A few years after her clash with Spitzer, Hochul ran for Congress in a special election in a rock-ribbed Republican district that included both Buffalo and Rochester suburbs. It looked like a long shot for the Democrat, coming at the nadir of Barack Obama’s political fortunes after the party’s midterm wipeout of 2010. But she ran a disciplined campaign focused on protecting Medicare and attacking Paul Ryan’s austerity budget. Josh Schwerin, a national Democratic operative who worked with her at the time, said “she knew what she was doing, she was happy to listen and seek advice and was trying to get better.” Hochul won in an upset, giving a huge boost to national Democrats who saw proof that such a message could work for the rest of the cycle that saw Barack Obama win reelection.
“I will never forget the dignity and grace with which she accepted” her win, said Len Lenihan, then the chair of the Erie County Democratic Party. “She didn’t pump her fist in the air, she didn’t make a declaration that we know what the people want.” Instead, Lenihan said, “she was just pleased to listen to the people.”
Hochul lost her bid for reelection in 2012 after redistricting made her district even more Republican. Then, in 2014, Cuomo added her to his ticket to help boost his support in the more conservative western part of the state. After winning the post, she faded into the background, carrying little influence in Cuomo’s administration. (The New York Times reported Sunday that the two have not spoken since February, around the same time the sexual-harassment allegations first came to light.) Instead, Hochul spent her time crisscrossing the state, promoting economic development while trying to build a national profile leading the Democratic Lieutenant Governors Association. During the pandemic, Hochul has served as a public face for efforts to fight COVID in Western New York.
When Hochul becomes governor, the most immediate challenge she will face is taking the reins of state government.
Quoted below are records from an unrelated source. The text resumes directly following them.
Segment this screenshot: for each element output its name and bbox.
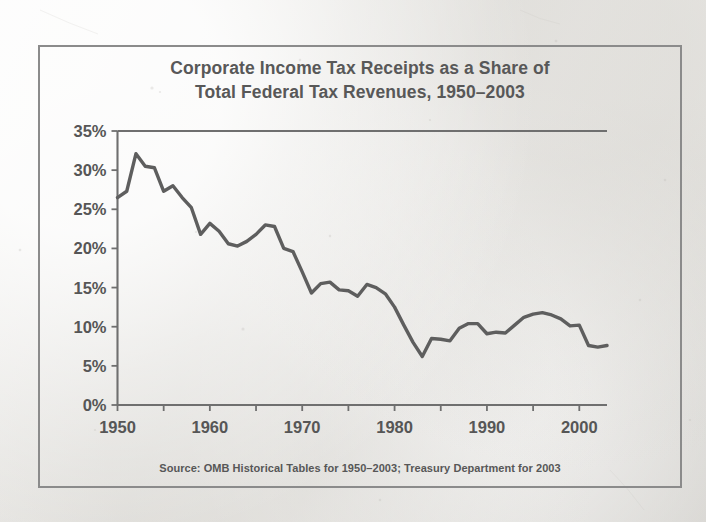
axis-lines <box>118 131 608 405</box>
plot-area: 0%5%10%15%20%25%30%35% 19501960197019801… <box>0 0 706 522</box>
x-axis-label-1950: 1950 <box>99 418 136 436</box>
x-axis-label-1980: 1980 <box>376 418 413 436</box>
y-axis-label-5%: 5% <box>83 357 107 375</box>
x-axis-labels: 195019601970198019902000 <box>99 418 598 436</box>
y-axis-label-30%: 30% <box>73 161 106 179</box>
x-axis-label-1960: 1960 <box>191 418 228 436</box>
y-axis-label-10%: 10% <box>73 318 106 336</box>
y-axis-label-35%: 35% <box>73 122 106 140</box>
y-axis-label-0%: 0% <box>83 396 107 414</box>
line-chart-svg: 0%5%10%15%20%25%30%35% 19501960197019801… <box>0 0 706 522</box>
y-axis-label-15%: 15% <box>73 279 106 297</box>
x-axis-label-2000: 2000 <box>561 418 598 436</box>
x-axis-label-1970: 1970 <box>284 418 321 436</box>
y-axis-label-20%: 20% <box>73 239 106 257</box>
source-note: Source: OMB Historical Tables for 1950–2… <box>38 462 682 474</box>
y-axis-labels: 0%5%10%15%20%25%30%35% <box>73 122 106 414</box>
data-line-corporate-tax-share <box>118 154 608 357</box>
x-axis-label-1990: 1990 <box>469 418 506 436</box>
y-axis-label-25%: 25% <box>73 200 106 218</box>
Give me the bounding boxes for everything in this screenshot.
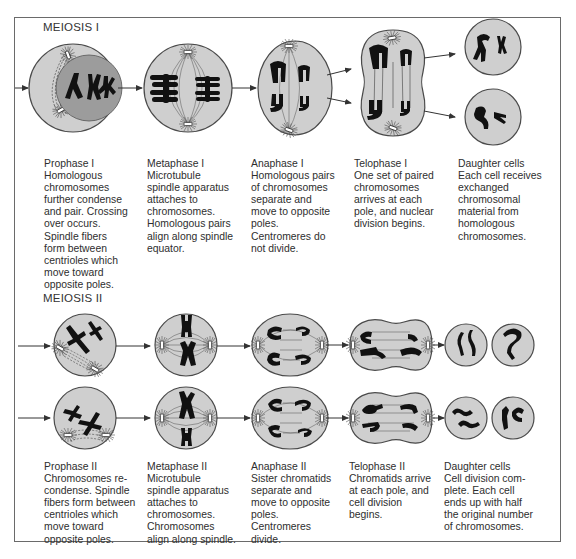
anaphase2-cell-a	[251, 314, 329, 376]
desc-line: Spindle fibers	[44, 231, 148, 243]
desc-line: Chromatids arrive	[349, 473, 453, 485]
desc-line: attaches to	[147, 497, 251, 509]
stage-title: Metaphase I	[147, 158, 251, 170]
anaphase1-cell	[258, 39, 332, 140]
desc-line: Centromeres do	[251, 231, 355, 243]
desc-line: homologous	[458, 218, 562, 230]
desc-line: chromosomes.	[458, 231, 562, 243]
desc-line: equator.	[147, 243, 251, 255]
metaphase1-cell	[144, 44, 232, 132]
telophase2-description: Telophase II Chromatids arrive at each p…	[349, 461, 453, 521]
metaphase2-cell-a	[155, 314, 217, 376]
prophase2-cell-a	[49, 314, 116, 380]
desc-line: chromosomes.	[147, 206, 251, 218]
desc-line: move to opposite	[251, 497, 355, 509]
desc-line: Homologous	[44, 170, 148, 182]
desc-line: Homologous pairs	[251, 170, 355, 182]
desc-line: Chromosomes re-	[44, 473, 148, 485]
metaphase2-description: Metaphase II Microtubule spindle apparat…	[147, 461, 251, 546]
desc-line: Microtubule	[147, 170, 251, 182]
desc-line: spindle apparatus	[147, 182, 251, 194]
desc-line: condense. Spindle	[44, 485, 148, 497]
daughter-cell-1a	[465, 19, 521, 75]
telophase1-cell	[361, 30, 425, 138]
desc-line: and pair. Crossing	[44, 206, 148, 218]
desc-line: fibers form between	[44, 497, 148, 509]
desc-line: arrives at each	[354, 194, 458, 206]
desc-line: chromosomes	[44, 182, 148, 194]
desc-line: pole, and nuclear	[354, 206, 458, 218]
daughter-cells1-description: Daughter cells Each cell receives exchan…	[458, 158, 562, 243]
desc-line: of chromosomes.	[444, 521, 548, 533]
desc-line: separate and	[251, 194, 355, 206]
desc-line: spindle apparatus	[147, 485, 251, 497]
arrow-icon	[424, 54, 455, 58]
desc-line: align along spindle	[147, 231, 251, 243]
desc-line: align along spindle.	[147, 534, 251, 546]
desc-line: plete. Each cell	[444, 485, 548, 497]
desc-line: chromosomes	[354, 182, 458, 194]
desc-line: opposite poles.	[44, 279, 148, 291]
desc-line: of chromosomes	[251, 182, 355, 194]
desc-line: material from	[458, 206, 562, 218]
stage-title: Daughter cells	[444, 461, 548, 473]
desc-line: begins.	[349, 509, 453, 521]
desc-line: further condense	[44, 194, 148, 206]
desc-line: ends up with half	[444, 497, 548, 509]
desc-line: Microtubule	[147, 473, 251, 485]
prophase1-cell	[29, 44, 122, 132]
stage-title: Telophase II	[349, 461, 453, 473]
metaphase2-cell-b	[155, 387, 217, 449]
desc-line: One set of paired	[354, 170, 458, 182]
arrow-icon	[327, 69, 351, 75]
stage-title: Prophase II	[44, 461, 148, 473]
anaphase2-description: Anaphase II Sister chromatids separate a…	[251, 461, 355, 546]
desc-line: poles.	[251, 509, 355, 521]
desc-line: Sister chromatids	[251, 473, 355, 485]
desc-line: not divide.	[251, 243, 355, 255]
desc-line: centrioles which	[44, 255, 148, 267]
prophase2-cell-b	[54, 387, 116, 449]
desc-line: Each cell receives	[458, 170, 562, 182]
daughter-cell-2b	[492, 324, 534, 366]
desc-line: over occurs.	[44, 218, 148, 230]
desc-line: opposite poles.	[44, 534, 148, 546]
desc-line: the original number	[444, 509, 548, 521]
desc-line: move toward	[44, 521, 148, 533]
telophase2-cell-b	[346, 393, 435, 443]
prophase2-description: Prophase II Chromosomes re- condense. Sp…	[44, 461, 148, 546]
desc-line: move to opposite	[251, 206, 355, 218]
anaphase1-description: Anaphase I Homologous pairs of chromosom…	[251, 158, 355, 255]
prophase1-description: Prophase I Homologous chromosomes furthe…	[44, 158, 148, 291]
desc-line: move toward	[44, 267, 148, 279]
telophase2-cell-a	[346, 320, 435, 370]
desc-line: divide.	[251, 534, 355, 546]
telophase1-description: Telophase I One set of paired chromosome…	[354, 158, 458, 231]
meiosis1-row	[15, 19, 521, 145]
arrow-icon	[424, 111, 455, 117]
stage-title: Anaphase I	[251, 158, 355, 170]
desc-line: division begins.	[354, 218, 458, 230]
desc-line: Centromeres	[251, 521, 355, 533]
stage-title: Anaphase II	[251, 461, 355, 473]
daughter-cells2-description: Daughter cells Cell division com- plete.…	[444, 461, 548, 534]
desc-line: form between	[44, 243, 148, 255]
desc-line: Homologous pairs	[147, 218, 251, 230]
desc-line: Cell division com-	[444, 473, 548, 485]
desc-line: at each pole, and	[349, 485, 453, 497]
desc-line: exchanged	[458, 182, 562, 194]
desc-line: cell division	[349, 497, 453, 509]
desc-line: attaches to	[147, 194, 251, 206]
metaphase1-description: Metaphase I Microtubule spindle apparatu…	[147, 158, 251, 255]
stage-title: Prophase I	[44, 158, 148, 170]
stage-title: Daughter cells	[458, 158, 562, 170]
desc-line: Chromosomes	[147, 521, 251, 533]
daughter-cell-1b	[465, 89, 521, 145]
desc-line: poles.	[251, 218, 355, 230]
desc-line: separate and	[251, 485, 355, 497]
desc-line: chromosomal	[458, 194, 562, 206]
desc-line: chromosomes.	[147, 509, 251, 521]
daughter-cell-2c	[445, 397, 487, 439]
stage-title: Telophase I	[354, 158, 458, 170]
daughter-cell-2d	[492, 397, 534, 439]
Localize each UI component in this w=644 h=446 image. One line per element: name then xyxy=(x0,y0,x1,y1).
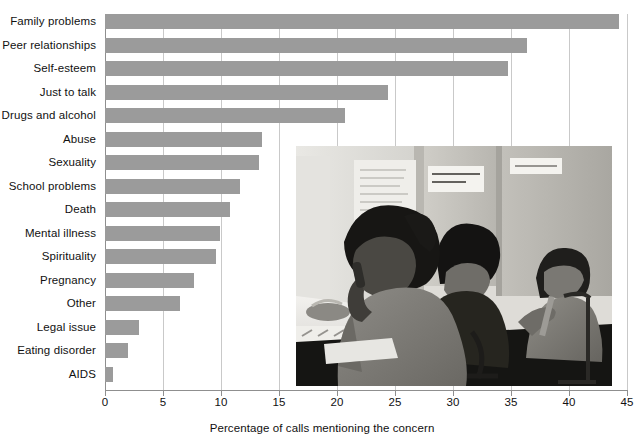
category-label: Death xyxy=(0,202,96,217)
bar xyxy=(105,296,180,311)
bar xyxy=(105,38,527,53)
bar xyxy=(105,85,388,100)
x-tick-label: 5 xyxy=(143,396,183,408)
bar-row xyxy=(105,132,627,147)
bar xyxy=(105,179,240,194)
x-axis-line xyxy=(105,390,628,391)
x-tick-label: 30 xyxy=(433,396,473,408)
bar xyxy=(105,14,619,29)
category-label: Sexuality xyxy=(0,155,96,170)
bar xyxy=(105,132,262,147)
bar-row xyxy=(105,38,627,53)
x-tick-label: 35 xyxy=(491,396,531,408)
category-label: Just to talk xyxy=(0,85,96,100)
category-label: Other xyxy=(0,296,96,311)
bar xyxy=(105,320,139,335)
bar-row xyxy=(105,85,627,100)
category-label: Spirituality xyxy=(0,249,96,264)
bar-row xyxy=(105,61,627,76)
category-label: Abuse xyxy=(0,132,96,147)
category-label: Mental illness xyxy=(0,226,96,241)
category-label: Family problems xyxy=(0,14,96,29)
bar-row xyxy=(105,108,627,123)
gridline-45 xyxy=(627,14,628,390)
bar xyxy=(105,343,128,358)
x-tick-label: 40 xyxy=(549,396,589,408)
bar xyxy=(105,367,113,382)
x-tick-label: 10 xyxy=(201,396,241,408)
category-label: Drugs and alcohol xyxy=(0,108,96,123)
bar-chart: 051015202530354045 Percentage of calls m… xyxy=(0,0,644,446)
x-tick-label: 45 xyxy=(607,396,644,408)
category-label: AIDS xyxy=(0,367,96,382)
bar xyxy=(105,202,230,217)
bar-row xyxy=(105,14,627,29)
category-label: School problems xyxy=(0,179,96,194)
x-axis-title: Percentage of calls mentioning the conce… xyxy=(0,422,644,434)
category-label: Pregnancy xyxy=(0,273,96,288)
category-label: Self-esteem xyxy=(0,61,96,76)
x-tick-label: 0 xyxy=(85,396,125,408)
bar xyxy=(105,155,259,170)
inset-photograph xyxy=(296,146,612,386)
bar xyxy=(105,108,345,123)
bar xyxy=(105,273,194,288)
x-tick-label: 25 xyxy=(375,396,415,408)
x-tick-label: 15 xyxy=(259,396,299,408)
bar xyxy=(105,249,216,264)
category-label: Peer relationships xyxy=(0,38,96,53)
bar xyxy=(105,61,508,76)
bar xyxy=(105,226,220,241)
category-label: Legal issue xyxy=(0,320,96,335)
category-label: Eating disorder xyxy=(0,343,96,358)
photo-image xyxy=(296,146,612,386)
x-tick-label: 20 xyxy=(317,396,357,408)
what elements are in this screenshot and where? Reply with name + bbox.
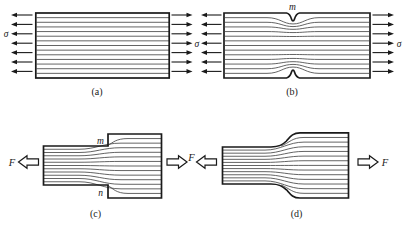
force-arrow-d-left [197, 156, 217, 168]
caption-c: (c) [90, 208, 101, 220]
force-arrow-d-right [358, 156, 378, 168]
force-label-middle: F [187, 152, 195, 163]
stress-arrows-b-right [373, 13, 395, 74]
panel-b: m σ σ (b) [194, 2, 401, 99]
stress-label-middle: σ [194, 39, 199, 49]
flow-lines-a [37, 18, 170, 74]
corner-label-n: n [98, 188, 103, 198]
stress-label-right: σ [397, 39, 402, 49]
panel-a: σ (a) [4, 13, 193, 98]
flow-lines-b [225, 18, 369, 74]
stress-arrows-a-left [11, 13, 33, 74]
force-arrow-c-left [19, 156, 39, 168]
force-label-right: F [381, 157, 389, 168]
figure-canvas: σ (a) m σ σ (b) F m n (c) F F (d) [0, 0, 404, 235]
flow-lines-d [223, 137, 348, 193]
caption-a: (a) [91, 86, 102, 98]
stress-arrows-b-left [201, 13, 222, 74]
diagram-svg: σ (a) m σ σ (b) F m n (c) F F (d) [0, 0, 404, 235]
panel-d: F F (d) [187, 133, 389, 220]
panel-c: F m n (c) [8, 134, 187, 220]
force-arrow-c-right [167, 156, 187, 168]
caption-b: (b) [286, 86, 298, 98]
notch-label-m: m [289, 2, 296, 12]
force-label-left: F [8, 157, 16, 168]
stress-arrows-a-right [172, 13, 193, 74]
caption-d: (d) [291, 208, 303, 220]
corner-label-m: m [97, 136, 104, 146]
stress-label-left: σ [4, 29, 9, 39]
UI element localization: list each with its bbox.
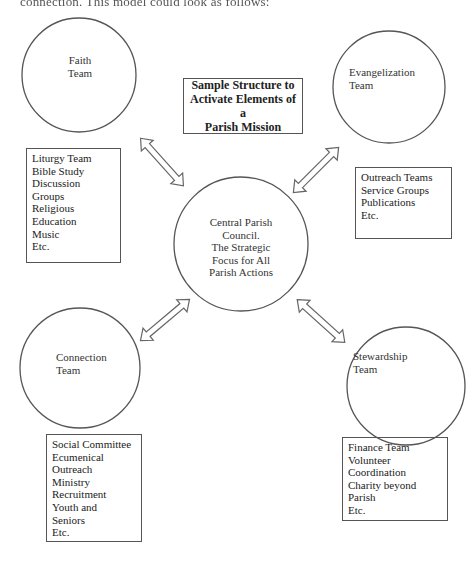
connection-team-list: Social Committee Ecumenical Outreach Min… [46, 434, 142, 542]
list-item: Etc. [32, 240, 116, 253]
connection-team-label: Connection Team [56, 351, 107, 376]
arrow-connection-center [135, 293, 194, 346]
list-item: Social Committee [52, 438, 137, 451]
arrow-stewardship-center [292, 294, 350, 349]
list-item: Finance Team [348, 441, 443, 454]
list-item: Seniors [52, 514, 137, 527]
faith-team-list: Liturgy Team Bible Study Discussion Grou… [26, 148, 121, 263]
list-item: Liturgy Team [32, 152, 116, 165]
evangelization-team-label: Evangelization Team [349, 66, 415, 91]
list-item: Music [32, 228, 116, 241]
evangelization-team-list: Outreach Teams Service Groups Publicatio… [355, 167, 452, 239]
list-item: Service Groups [361, 184, 447, 197]
list-item: Outreach [52, 463, 137, 476]
list-item: Outreach Teams [361, 171, 447, 184]
list-item: Youth and [52, 501, 137, 514]
faith-team-label: Faith Team [58, 54, 102, 79]
list-item: Bible Study [32, 165, 116, 178]
title-line-2: Activate Elements of a [186, 92, 300, 120]
list-item: Etc. [361, 209, 447, 222]
list-item: Publications [361, 196, 447, 209]
title-line-1: Sample Structure to [186, 78, 300, 92]
list-item: Volunteer [348, 454, 443, 467]
arrow-evangelization-center [288, 142, 345, 199]
stewardship-team-circle [347, 327, 465, 445]
list-item: Charity beyond [348, 479, 443, 492]
list-item: Education [32, 215, 116, 228]
list-item: Ecumenical [52, 451, 137, 464]
diagram-title-box: Sample Structure to Activate Elements of… [183, 78, 303, 134]
central-council-label: Central Parish Council. The Strategic Fo… [196, 216, 286, 279]
list-item: Ministry [52, 476, 137, 489]
list-item: Recruitment [52, 488, 137, 501]
list-item: Etc. [52, 526, 137, 539]
list-item: Coordination [348, 466, 443, 479]
list-item: Parish [348, 491, 443, 504]
arrow-faith-center [135, 133, 190, 191]
title-line-3: Parish Mission [186, 120, 300, 134]
list-item: Groups [32, 190, 116, 203]
stewardship-team-list: Finance Team Volunteer Coordination Char… [342, 437, 448, 521]
list-item: Discussion [32, 177, 116, 190]
list-item: Etc. [348, 504, 443, 517]
list-item: Religious [32, 202, 116, 215]
stewardship-team-label: Stewardship Team [353, 350, 407, 375]
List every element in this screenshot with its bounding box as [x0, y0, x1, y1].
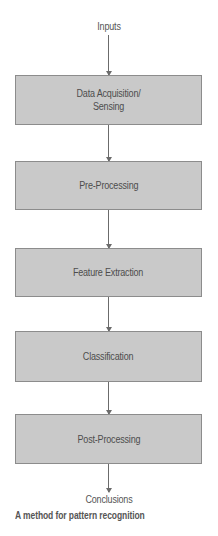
arrow-postprocessing-to-conclusions [108, 464, 109, 492]
step-data-acquisition: Data Acquisition/ Sensing [15, 75, 202, 125]
arrow-preprocessing-to-feature-extraction [108, 210, 109, 248]
arrow-acquisition-to-preprocessing [108, 125, 109, 161]
step-feature-extraction: Feature Extraction [15, 248, 202, 297]
step-label: Data Acquisition/ Sensing [77, 87, 141, 113]
arrow-inputs-to-acquisition [108, 35, 109, 75]
step-label: Feature Extraction [73, 266, 143, 279]
step-label: Classification [83, 350, 134, 363]
arrow-classification-to-postprocessing [108, 382, 109, 414]
step-pre-processing: Pre-Processing [15, 161, 202, 210]
inputs-label: Inputs [11, 21, 207, 32]
step-label: Post-Processing [77, 433, 140, 446]
step-post-processing: Post-Processing [15, 414, 202, 464]
figure-caption: A method for pattern recognition [15, 510, 145, 521]
conclusions-label: Conclusions [11, 494, 207, 505]
step-label: Pre-Processing [79, 179, 138, 192]
step-classification: Classification [15, 331, 202, 382]
arrow-feature-extraction-to-classification [108, 297, 109, 331]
Although she has been preparing in recent days for a transition, she faces the task of succeeding an incumbent who has not just kept her out of his inner circle but one who has also controlled Albany for his own political ends and dominated state politics for the better part of a decade.
“She’s been in the eye of the storm for a lot of different reasons and this hurricane she’ll survive,” said Tony Masiello, the former mayor of Buffalo, who said she would not be pushed around as governor and would be “a formidable voice and opponent” in a 2022 bid to win a term in governor’s mansion outright. Lenihan described Hochul as “humble but tough.”
Politically, Hochul is a moderate Democrat who, as Swarts said, has shown she can be “flexible in whatever position she has” as the party has shifted to the left in recent years. Case in point is when she moved the left in recent years, particularly when she faced a primary challenge in 2018 from Jumaane Williams, the current New York City public advocate who was then part of an anti-Cuomo slate. Although Hochul won, she ran behind both Cuomo and Attorney General Tish James on the ticket — a possible gubernatorial candidate herself. One key political shift she made in that race? She promptly came out in support of issuing driver’s licenses to undocumented immigrants.